The San Francisco architect Timothy L. Pflueger best known for the Paramount Theatre in Oakland, California, was another proponent of lavish Art Deco interiors and facades on office buildings. The interior of his downtown San Francisco office building, 450 Sutter Street , opened in 1929, was entirely covered with hieroglyphic-like designs and ...
In Elena Reygadas's Mexico City living room, boho style emerges through a mix of vintage flea-market finds, classic designer pieces, and Mexican craftsmanship. A fringed hammock, reupholstered ...
Hot Cocoa "Paint colors that exhibit moodiness without being terribly dark will be very present in 2025. Hot Cocoa by Sherwin-Williams is a chocolatey-mauve that provides depth but still reflects ...
This contrast against neutral walls adds instant elegance," says Storms, who reaches for the classic Benjamin Moore Black 2132-10. Storms recommends that when painting a door black, leave the trim ...

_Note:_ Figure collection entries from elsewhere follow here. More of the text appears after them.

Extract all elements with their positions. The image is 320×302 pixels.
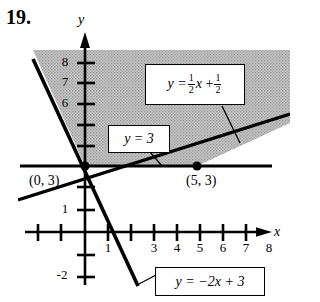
x-tick-label-5: 5	[193, 240, 207, 256]
y-axis-label: y	[78, 12, 84, 28]
fraction-denominator: 2	[214, 84, 221, 95]
x-tick-label-4: 4	[170, 240, 184, 256]
fraction-one-half-constant: 12	[214, 73, 221, 94]
equation-variable: x	[196, 76, 202, 91]
point-label-0-3: (0, 3)	[29, 173, 59, 189]
point-marker-0-3	[80, 161, 89, 170]
equation-lhs: y =	[168, 76, 187, 91]
y-tick-label-8: 8	[58, 54, 72, 70]
point-marker-5-3	[192, 161, 201, 170]
x-tick-label-7: 7	[239, 240, 253, 256]
y-tick-label-7: 7	[58, 74, 72, 90]
equation-box-y-equals-3: y = 3	[108, 125, 170, 153]
x-tick-label-1: 1	[101, 240, 115, 256]
point-label-5-3: (5, 3)	[186, 173, 216, 189]
y-tick-label-6: 6	[58, 95, 72, 111]
equation-box-half-x-plus-half: y =12x +12	[145, 64, 245, 105]
y-tick-label-neg2: -2	[50, 267, 74, 283]
equation-box-minus-2x-plus-3: y = −2x + 3	[155, 267, 265, 296]
y-tick-label-1: 1	[58, 201, 72, 217]
fraction-one-half-coefficient: 12	[188, 73, 195, 94]
fraction-denominator: 2	[188, 84, 195, 95]
x-tick-label-8: 8	[262, 240, 276, 256]
fraction-numerator: 1	[188, 73, 195, 83]
equation-text-neg2x: y = −2x + 3	[176, 274, 245, 290]
x-axis-label: x	[274, 224, 280, 240]
equation-plus-sign: +	[205, 76, 213, 91]
equation-text-y3: y = 3	[124, 131, 154, 147]
fraction-numerator: 1	[214, 73, 221, 83]
leader-line-neg2x	[137, 275, 156, 285]
x-tick-label-3: 3	[147, 240, 161, 256]
x-tick-label-6: 6	[216, 240, 230, 256]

On the west coast in California, Oregon, and Washington, domestic architecture evolved equally towards a more modern style. San Francisco has many representations of the Italianate, Stick-Eastlake, and Queen Anne styles of Victorian architecture, c. 1850s–1900.
Barrington Hall is one classic example of an antebellum home.. Antebellum architecture (from Antebellum South, Latin for "pre-war") is the neoclassical architectural style characteristic of the 19th-century Southern United States, especially the Deep South, from after the birth of the United States with the American Revolution, to the start of the American Civil War. [1]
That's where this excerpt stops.